Author Archives: xrd

Steve Jobs made it personal

This morning as my fiance left, and the dawn was breaking here in coastal Georgia, I got into the shower, tears welling up as I kept coming back to the fact that Steve Jobs has left this earth. How silly is that? I never met him. But, Jobs was different. He made the things important to me

The convergence of spirituality and science

We are coming to a point where we must recognize the convergence of spirituality and science.  This might shock a lot those who identify as atheists, and it might shock people who identify as republicans, democrats, libertarians.  It might shock anyone who identifies with a group as long as that group has a shared villain.

Will the e-commerce of the future require creating a safe community?

There are so many interesting things about the fact that Amazon will no longer deliver Kindle as an iPad app but instead as a web app.  A surprising yet natural response to Apple subjecting in-app purchases to a 30% tax.  A tax which might be tolerable for a small developer who realizes that marketing will

Personal growth is like git

Nerd talk ahead, be warned! Lots of people in my life know that I am an advocate of doing personal growth work, like what you find in the Landmark Forum.  It often feels like people in the tech community regard this type of work as unimportant.  “I need to spend time leveling-up on my ruby

What a dog can do for your life

My fiance Nicole and I have restarted the book “Seven Principles for Making Marriage Work.”  One of the best things about our relationship is our commitment to working on it even when things are going smashingly, as they are now.  We are now on page 72, doing the exercise #3, “A Seven Week Course on

Using JREngage (Janrain) to login inside your Android application and your Rails webservice

I recently started playing with the JREngage plugin for Android.  I have been a long time user of Janrain’s multi-host OpenID authentication services, and was interested to see how easily I could build a login system within my Android application.  It was trivial to get this working.  And, as a bonus, you can then have

Monitoring Wowza with monit

I figured someone would be using monit to watch the Wowza server, but this thread on the Wowza forums had no responses.  So I rolled my own configuration. Obviously you will want to customize the email address in the first gist.  And, then tail –f /var/log/syslog to see monit’s activity in syslog.  I had to

Google is not your daddy (or long term reliance on APIs is as bad as outsourcing)

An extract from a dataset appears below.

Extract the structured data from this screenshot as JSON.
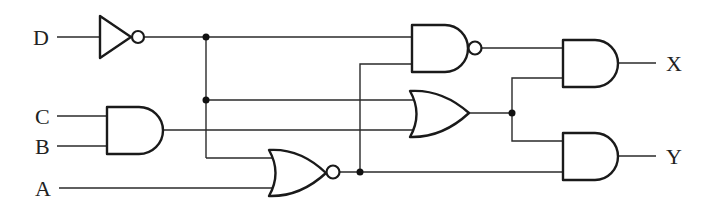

At the near top of Hacker News is a post to the deprecation of Google APIs which the poster labeled “Why should anyone ever use a Google API again?” I’ll tell you why. We live in an incredibly exciting time. The proliferation of APIs allows you to build amazingly powerful mash-up businesses in weeks. There has

eBooks are only licensed? Well, at least they are not living rent free in my house.

I get the issues behind eBooks and the fact that we don’t own the eBooks we “buy.”  If I purchase an eBook through Amazon, with the flip of a switch Amazon could, theoretically, revoke my right to read it and I could do nothing to prevent it from being removed on all my Kindle devices.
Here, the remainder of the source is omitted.